MMIWG2SLGBTQQIA+

M, M, I, double-u, G, two, S
L, G, B, T, Q, Q, I, A, plus—
an acronym that sounds like a mess
of letters, causing some critics stress.
But some ask: really what’s all the fuss?

It looks imposing strung in a line,
yet Leah Gazan rattles it off,
not missing a beat, it sounds just fine,
no need for this heat, no need to whine.
She expected some people would scoff.

“I certainly am really happy
that bigots are offended by my
positions around equality,”
she said. It’s easy as A-B-C
for all that it makes her critics sigh.

Is this the ultimate acronym
to ensure that all get included?
With letters that make heads start to swim,
party analysts now sound so grim.
Right-wingers say it’s just deluded.

Left-wingers also hate this fusion
of separate causes into one
supposed non-competing union
saddled with unwanted communion
that now excludes hardly anyone.

Now that everyone has said they’ve won,
both sides want to include inclusion.
That gives us all a chance to have fun
as long as it is not overdone.
And that brings us to this conclusion.

*****

NDP’s Leah Gazan calls MMIWG2SLGBTQQIA+ critics ‘bigots’

Marco Katz Montiel composes poetry and prose in Spanish, English, and musical notes. He went to college late, and then alienated one university by publishing about bigotry on campus and got kicked to the curb by two others for his union activities. Still, Marco managed to graduate and even publish a book on music and literature with Palgrave. His essays, poems, and stories appear in Ploughshares, Jerry Jazz Music, English Studies in Latin America, Copihue Poetry, Camino Real, WestWard Quarterly, Lowestoft Chronicle, Dissident Voice, and in the anthologies Cartas de desamor y otras adicciones, There’s No Place, and the Capital City Press Anthology. Read other articles by Marco Katz, or visit Marco Katz's website.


Exercise requirements
Return all of the listing word for word; the pictures stay out.

The data
· · · · ·

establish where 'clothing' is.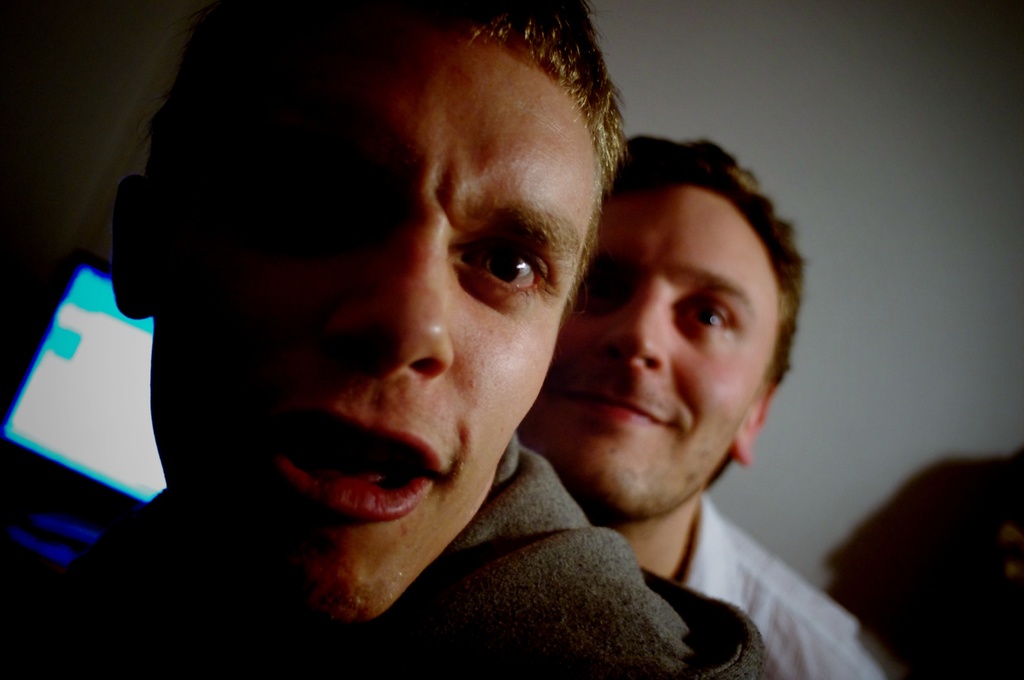
Established at <box>177,407,749,661</box>.
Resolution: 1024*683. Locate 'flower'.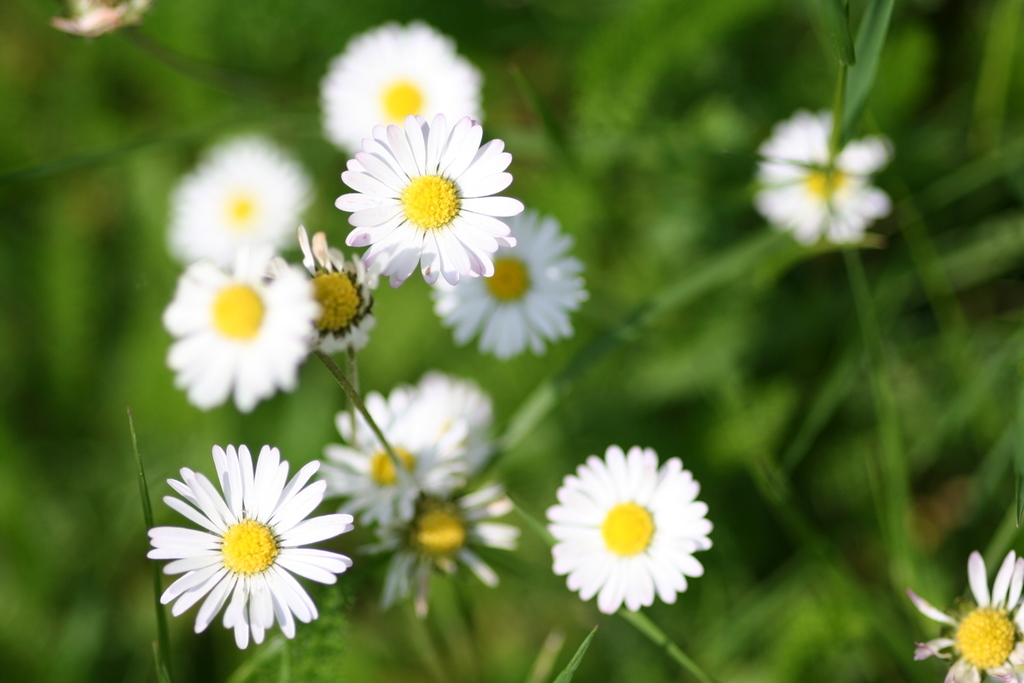
region(752, 108, 888, 243).
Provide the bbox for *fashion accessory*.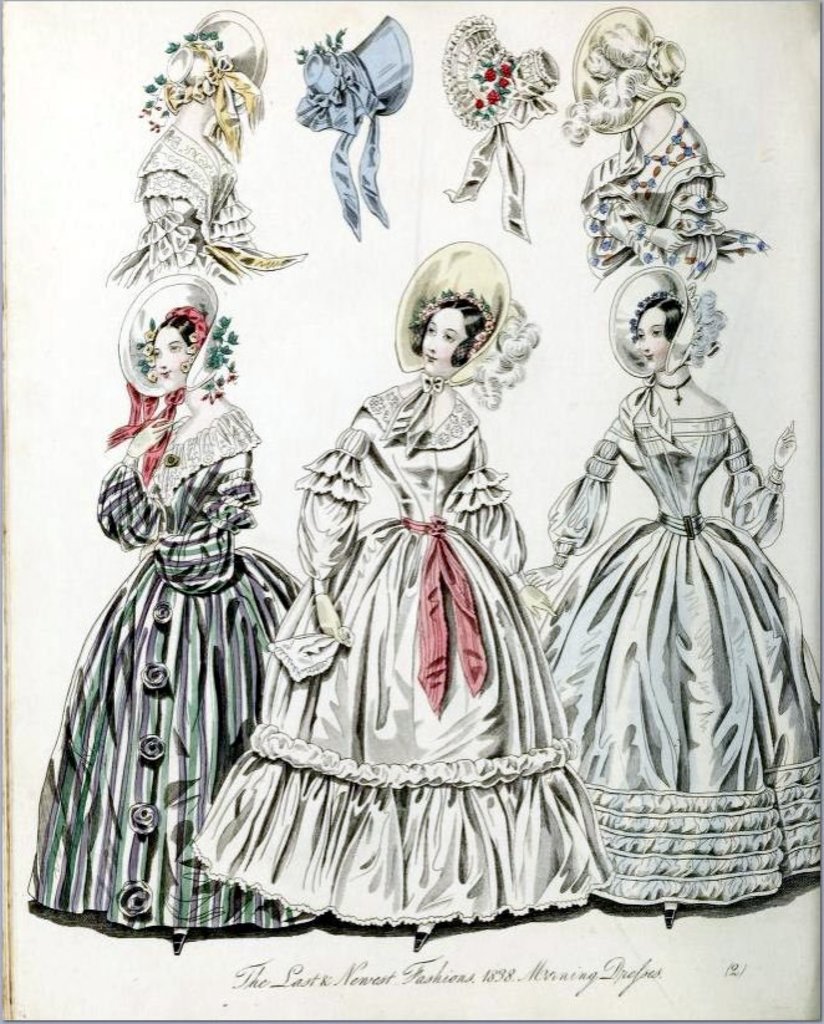
564,4,774,299.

· · · · ·

Written solution
establish where 'clothing' is.
Established at <box>177,407,749,661</box>.
Resolution: 1024*683. Locate 'flower'.
region(752, 108, 888, 243).
Provide the bbox for *fashion accessory*.
564,4,774,299.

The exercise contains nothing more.